### DATA RECORDS

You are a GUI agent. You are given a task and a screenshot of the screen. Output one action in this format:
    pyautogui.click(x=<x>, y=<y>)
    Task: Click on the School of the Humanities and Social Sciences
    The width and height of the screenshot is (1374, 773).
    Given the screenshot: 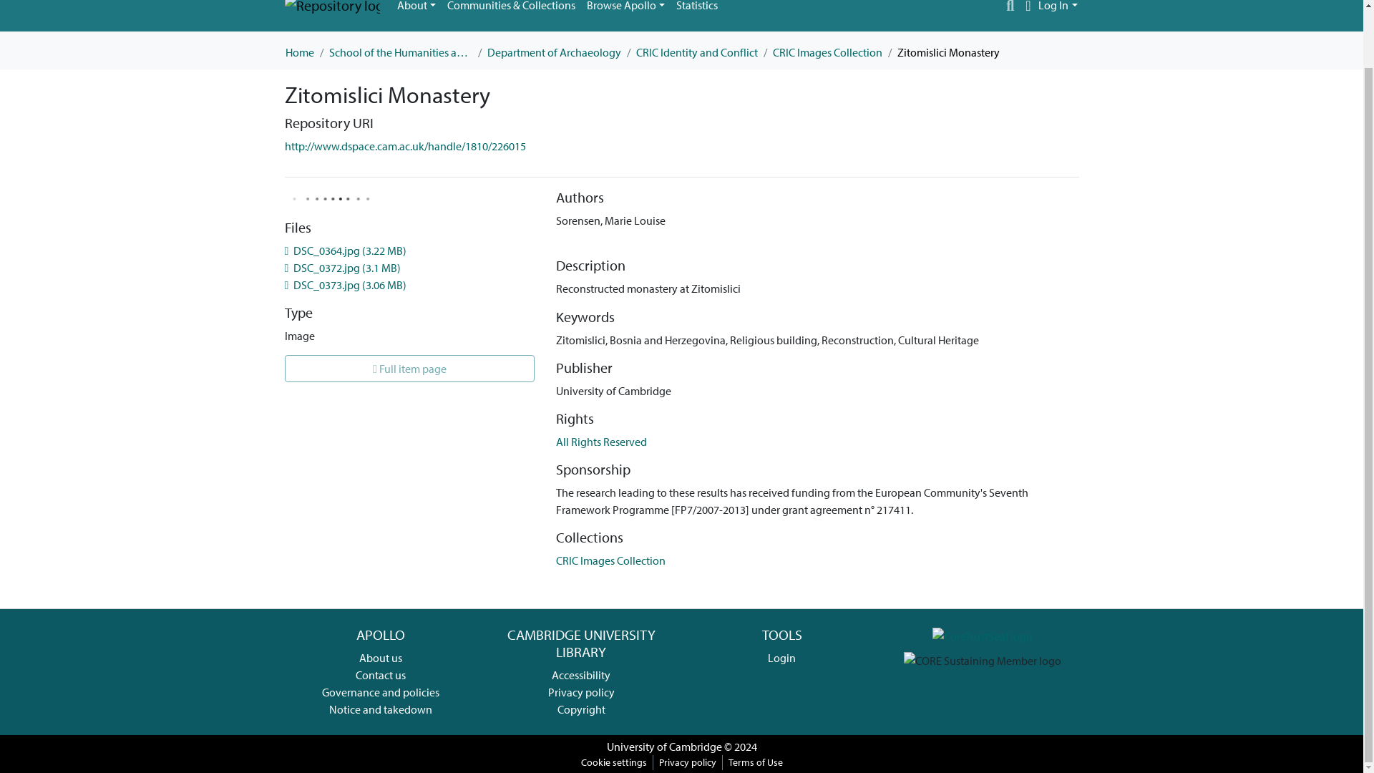 What is the action you would take?
    pyautogui.click(x=401, y=52)
    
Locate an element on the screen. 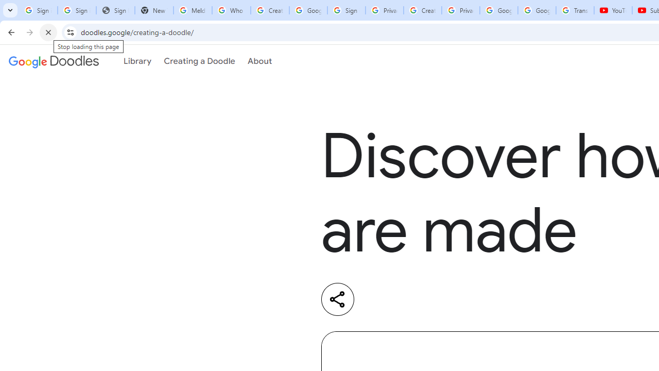 The image size is (659, 371). Create your Google Account is located at coordinates (270, 10).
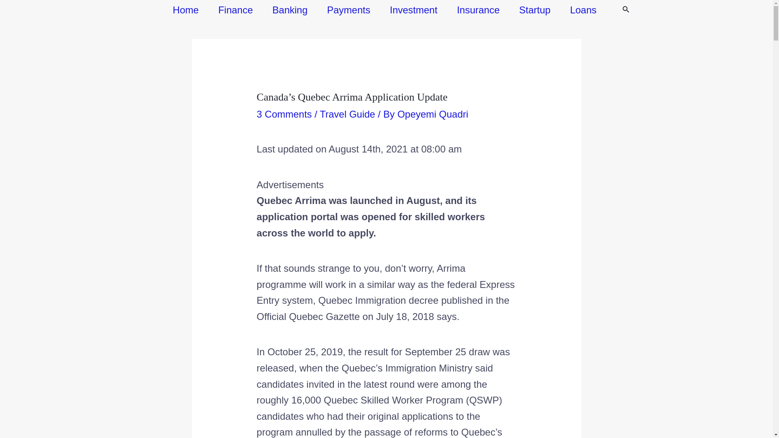  I want to click on Investment, so click(414, 10).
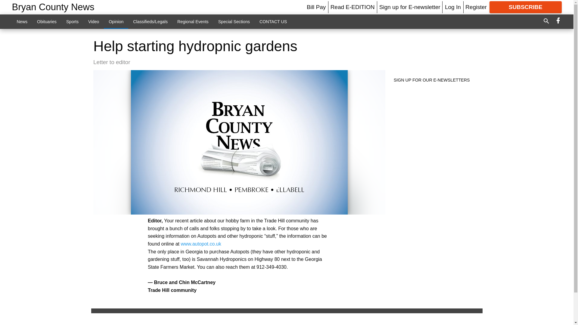 This screenshot has width=578, height=325. Describe the element at coordinates (410, 7) in the screenshot. I see `Sign up for E-newsletter` at that location.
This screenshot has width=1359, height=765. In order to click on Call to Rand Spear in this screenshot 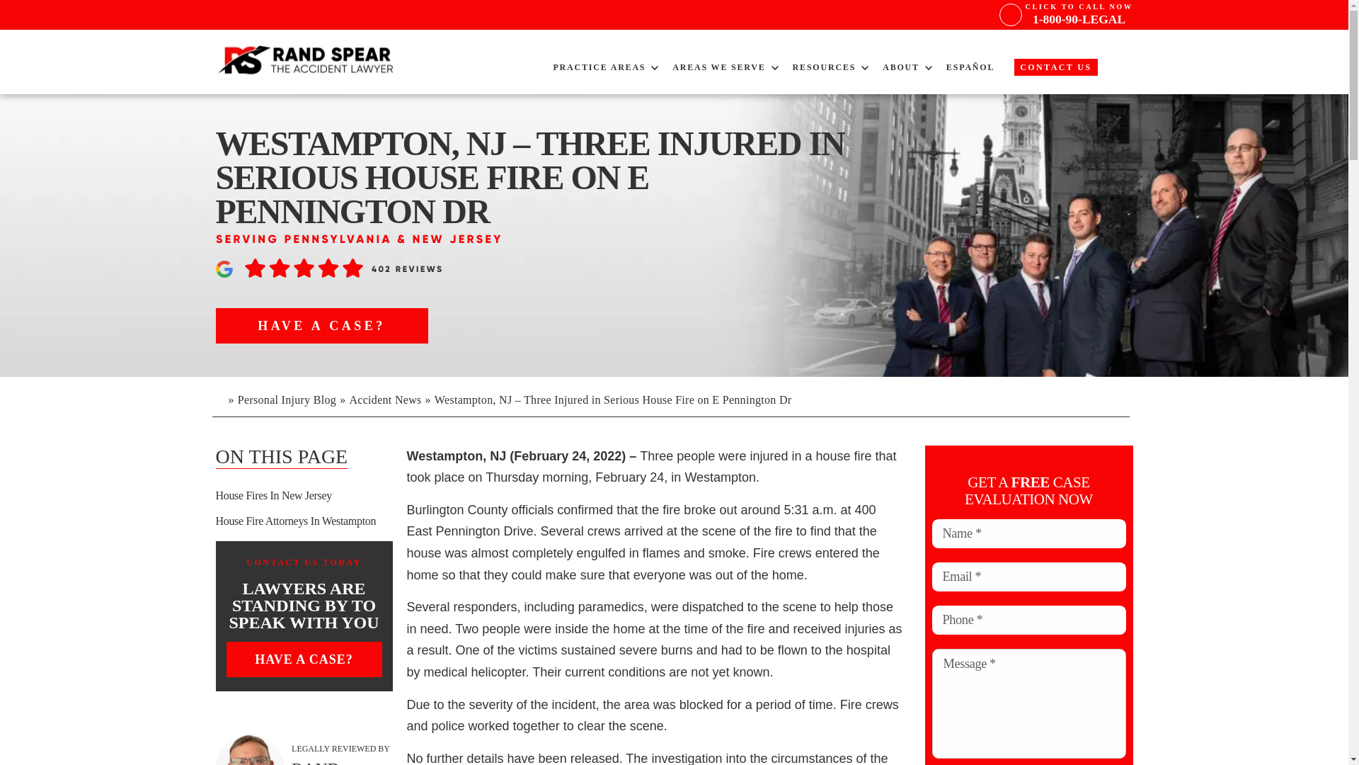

### WHAT YOU ARE ASKED TO DO
Please write out the material word for word from its first line through the line holding "The width and", including both, and no line past it.

### RESPONSE TO THE TASK
You are a GUI agent. You are given a task and a screenshot of the screen. Output one action in this format:
    pyautogui.click(x=<x>, y=<y>)
    Task: Click on the School of the Humanities and Social Sciences
    The width and height of the screenshot is (1374, 773).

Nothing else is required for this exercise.